Water views and disappearing walls of glass establish the Mediterrenean flavor of the expanded house. In addition, the carpeting in one guest bedroom is Aegean blue; in the other the shade is what Stiles calls baby mangrove green. The carpets are velvet-cut, commercial-grade nylon and completely kid-resistant, essential to these grandparents of toddlers. Tiny Italian mosaic tiles and a blue glass wall in the bathroom add to the Mediterranean flavor and play off the contemporary Philippe Starck metal hardware.

The red-violet bougainvillea vine outside the new family room, a classic hallmark of the Mediterranean, matches the modern polyester womb chairs inside. Stiles kept all the furniture in this space sparse and bold, from the Frank Gehry Power Play maple chair with its three-position ottoman to four white leather Mies van der Rohe chairs around the Saarinen table. The custom Pfister sofa is a warm charcoal gray; Stiles repeated the gray on the back wall of the bookcase for definition and depth.

"Lois likes to constantly rearrange the pieces in this room, so we chose furniture that is durable and that looks good in any configuration," says the designer. "The room works for family relaxation and for entertaining. And the sliding wall of glass doors vanishes at will, making the treetop deck an extension of the room."

Landscape architect David Young drew upon colors of the home in choosing flowering plants, ornamental shrubs and grasses, making house, water, and nature an inseparable trio. He also installed seven royal palms in a grid pattern at the front of the residence to balance the height of the house. Then, at the Fishmans' request, Young added an eighth palm in the original courtyard. Les and Lois had a small bronze plaque placed at the base of the palm in memory of Don Chapell.
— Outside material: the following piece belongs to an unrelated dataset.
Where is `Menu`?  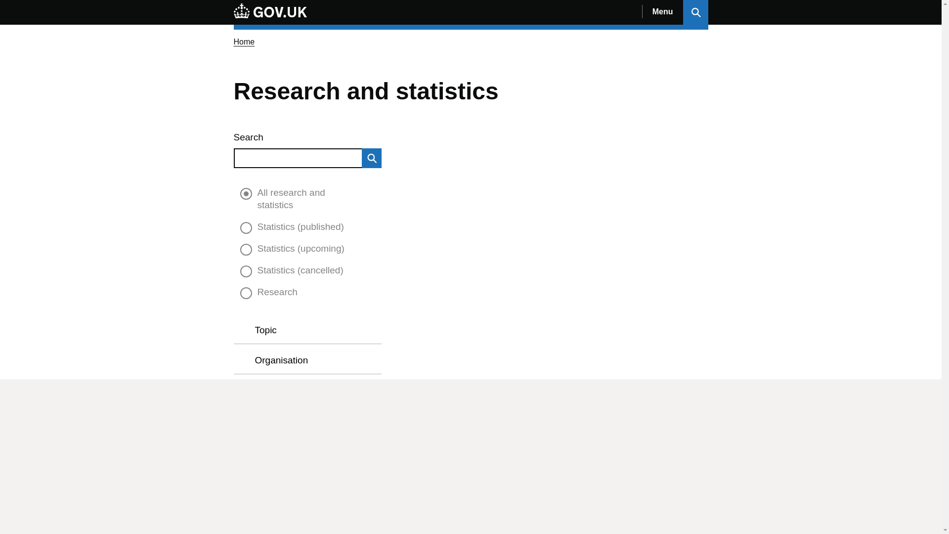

Lois says the house is easy to maintain and endlessly adaptable. She likes the fluid nature of the whole and the precise geometry of its rooms. And she says the custom built-in furniture helps create its personality of relaxed luxury. Her husband articulates his preferences another way. "We have bright vistas from room to room and every room has a view," says Les. "I guess that's what I like best about our house."